Sadhana Nitro Chem Q3 FY26: Sales Crash 74%, ₹25 Cr Quarterly Loss, Debt ₹258 Cr – Can This 0.83x Book Chemical Stock Survive?
1. At a Glance – This Is Not a Drill
Sadhana Nitro Chem Ltd is currently trading at ₹6.31 with a market cap of ₹208 crore. Sounds cheap? Wait. The latest quarterly sales are just ₹9.76 crore, down a brutal 73.7% YoY. Quarterly PAT? A negative ₹25.14 crore. EPS for Q3 FY26 stands at ₹-0.76. OPM has collapsed to -156%.
Debt stands at ₹258 crore while total assets are ₹616 crore (latest consolidated Sep 2025). Interest coverage is negative at -1.40. Debtor days? A leisurely 270 days. Promoter holding? Slashed to 29.97% in Dec 2025 from above 74% two years ago.
Return over 1 year: -78%. Return over 3 years: -55%.
And yet — it trades at 0.83x book value. Dividend yield shows 1.58%.
So the real question is — is this a deep value chemical play… or a chemistry experiment gone wrong?
2. Introduction – From Export House to Financial House on Fire?
Incorporated in 1973, Sadhana Nitro Chem calls itself a government-recognized 2-Star Golden Export House. ISO certified. Exports to Belgium, USA, UK, Japan, Switzerland — the whole world map.
On paper, this is a specialty chemical manufacturer serving aerospace, pharma, agro, dyes, plastics — everything that sounds sophisticated.
But numbers don’t care about certificates.
Revenue for TTM stands at ₹90 crore. PAT for TTM? ₹-49 crore. OPM TTM: -19%.
The company once posted decent profitability in FY19–FY24. Then FY26 Q3 arrives and wipes out investor confidence like acetone on nail polish.
Promoter holding crashed from 74% (Mar 2023) to 29.97% (Dec 2025). Public holding has ballooned to nearly 70%.

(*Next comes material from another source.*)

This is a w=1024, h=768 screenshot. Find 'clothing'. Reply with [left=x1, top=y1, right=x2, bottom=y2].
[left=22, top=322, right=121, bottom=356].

You tell me — when promoters reduce stake so sharply, is it portfolio diversification… or risk management?
Let’s dig deeper.
3. Business Model – WTF Do They Even Do?
Sadhana Nitro Chem manufactures chemical intermediates.
Main products:
Meta Amino Phenol (46.32% of FY24 sales)
ODB2 / SND-27 (36.64%)
Para Amino Phenol (12.75%)
Nitrobenzene (0.35%)
Applications include:
Optical brightening agents (paper industry)
Dyes & pigments
Pharmaceuticals (including Paracetamol)
Epoxy hardeners
Agro chemicals
They expanded ODB2 capacity from 550 TPA to 2200 TPA. Current utilization: 50%.
They improved PAP quality by eliminating impurities. Introduced paracetamol.
They acquired Calchem Industries in Jan 2025. Then in Q1 FY26, they sold the subsidiary for ₹13 crore.
Acquisition → Subsidiary → Sale → Losses → Rights Issue.
Is this strategy… or speed dating with assets?
Also — they have a Belgium subsidiary, Anuchem B.V.B.A.
Exports form ~38% of FY24 revenue.
So business exists. Products exist. Demand exists.